The most interesting thing about this, however, is the way Johnston phrases the new edict: "Any character that came from the DC Universe can and will be used by the DC Universe." If true, this includes a huge group of characters. Johnston names Prez and Black Orchid, but that's a definition that not only includes John Constantine -- who currently has his own 260+-issue-and-going ongoing at Vertigo -- but also all of Neil Gaiman's Endless, as well as, by extension, all of "Sandman" and Mike Carey's "Lucifer." Considering he is made out of pure will, I expect we'll see the Devil himself wearing a Green Lantern ring by the end of 2011.

This would be a gigantic sea change not just for DC, but for Vertigo as well, since the rumored cancellation of a China Mievelle run on "Swamp Thing" implies that this isn't just adding DC characters, but subtracting Vertigo ones. Where this leave "Hellblazer" is a mystery; "Unknown Soldier" just got canceled for sales reasons, leaving Matthew Sturges's "House of Mystery" as one of the two last DCU-derived ongoing books at Vertigo. ("House of Mystery" features Cain and Abel.)

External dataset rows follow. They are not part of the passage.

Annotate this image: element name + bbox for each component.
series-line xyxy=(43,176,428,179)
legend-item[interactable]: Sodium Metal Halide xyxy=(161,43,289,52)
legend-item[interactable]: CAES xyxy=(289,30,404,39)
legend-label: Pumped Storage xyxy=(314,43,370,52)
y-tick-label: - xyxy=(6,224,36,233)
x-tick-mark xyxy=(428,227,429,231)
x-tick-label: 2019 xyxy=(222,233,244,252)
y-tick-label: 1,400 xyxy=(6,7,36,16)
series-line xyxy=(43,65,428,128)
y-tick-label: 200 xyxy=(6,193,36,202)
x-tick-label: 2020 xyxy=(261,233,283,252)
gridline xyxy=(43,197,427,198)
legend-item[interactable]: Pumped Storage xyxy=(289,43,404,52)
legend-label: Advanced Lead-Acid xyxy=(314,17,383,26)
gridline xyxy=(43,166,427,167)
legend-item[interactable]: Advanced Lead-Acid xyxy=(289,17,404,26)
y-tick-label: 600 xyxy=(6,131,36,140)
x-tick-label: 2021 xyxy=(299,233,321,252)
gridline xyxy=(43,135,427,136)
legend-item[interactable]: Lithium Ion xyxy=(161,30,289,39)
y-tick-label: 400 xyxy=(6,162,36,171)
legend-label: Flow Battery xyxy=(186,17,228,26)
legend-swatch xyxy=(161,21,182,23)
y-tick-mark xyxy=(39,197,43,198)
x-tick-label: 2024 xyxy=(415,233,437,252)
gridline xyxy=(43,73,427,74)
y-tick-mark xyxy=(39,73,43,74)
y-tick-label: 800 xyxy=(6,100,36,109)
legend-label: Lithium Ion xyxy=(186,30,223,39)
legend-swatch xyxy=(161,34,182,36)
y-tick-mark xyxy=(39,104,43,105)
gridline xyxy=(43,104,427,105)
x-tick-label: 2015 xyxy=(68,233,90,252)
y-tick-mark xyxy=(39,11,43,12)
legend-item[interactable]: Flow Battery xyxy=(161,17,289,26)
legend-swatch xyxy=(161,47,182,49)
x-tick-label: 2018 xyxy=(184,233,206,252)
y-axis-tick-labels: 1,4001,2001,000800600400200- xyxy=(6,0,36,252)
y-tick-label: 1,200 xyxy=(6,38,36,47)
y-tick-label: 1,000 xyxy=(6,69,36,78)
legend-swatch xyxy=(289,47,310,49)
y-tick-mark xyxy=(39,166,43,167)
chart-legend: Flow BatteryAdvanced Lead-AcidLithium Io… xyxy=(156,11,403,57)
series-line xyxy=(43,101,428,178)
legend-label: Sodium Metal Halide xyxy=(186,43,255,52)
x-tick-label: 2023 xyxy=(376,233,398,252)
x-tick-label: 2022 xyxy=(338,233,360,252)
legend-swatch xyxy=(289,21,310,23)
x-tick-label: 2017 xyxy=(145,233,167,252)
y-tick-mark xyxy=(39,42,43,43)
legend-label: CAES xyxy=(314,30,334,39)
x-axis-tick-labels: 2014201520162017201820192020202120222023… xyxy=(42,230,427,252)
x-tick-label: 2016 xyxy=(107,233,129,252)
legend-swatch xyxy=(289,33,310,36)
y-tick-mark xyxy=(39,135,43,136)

This also reconfigures the two lines -- now, rather than the divide being all-ages/mature readers, it would be a very clear work-for-hire/creator-owned divide. DC probably isn't too concerned about Swamp Thing being too mature for DC readers considering their current output features a superhero (somehow, magically) hallucinating on heroin and saving a dead cat from an alleyway of junkies. The transition to the DCU proper might mean a lost F-bomb here, some covered nipples there, but for the most part any "mature themes" that used to be Vertigo-only are fully explorable under the DC imprint at this point.

Meanwhile, Vertigo will be without company-owned properties, or their tried-and-true methodology of hiring young talents to do radical, ground-up reinventions of disused DC properties -- a paradigm that birthed both the British Invasion of the late '80s and Vertigo itself in the first place. They've long since shed the pretense of being a line of dark fantasy and supernatural horror, putting out crime dramas like "100 Bullets", sociopolitical sci-fi epics like "Y: The Last Man" and glo-fi superhero insanity such as "Seaguy."

Really, this would just make official what everyone already knew: the DC Universe is for work-for-hire, and Vertigo is for creator-owned work.

So where would this this leave Vertigo? Minus some of their starting characters, but still publishing reams of evergreen trades as well as big-name creator-owned titles like "Scalped" and "The Unwritten." DC would get the chunk of itself that was removed in the early '90s returned, albeit to a very different body. I expect we'd see a deluge of these characters in the DC Universe itself, as writers who've held back the floodgates of Swamp Thing/Green Lantern crossovers got to finally let loose; time will only tell if any of those stories will be any good.

And as for Vertigo's favorite boy, John Constantine, and his book "Hellblazer"? A character tied into the DC Universe enough to be in "Crisis on Infinite Earths"? Well, I just hope he gets to wrap up his run satisfactorily.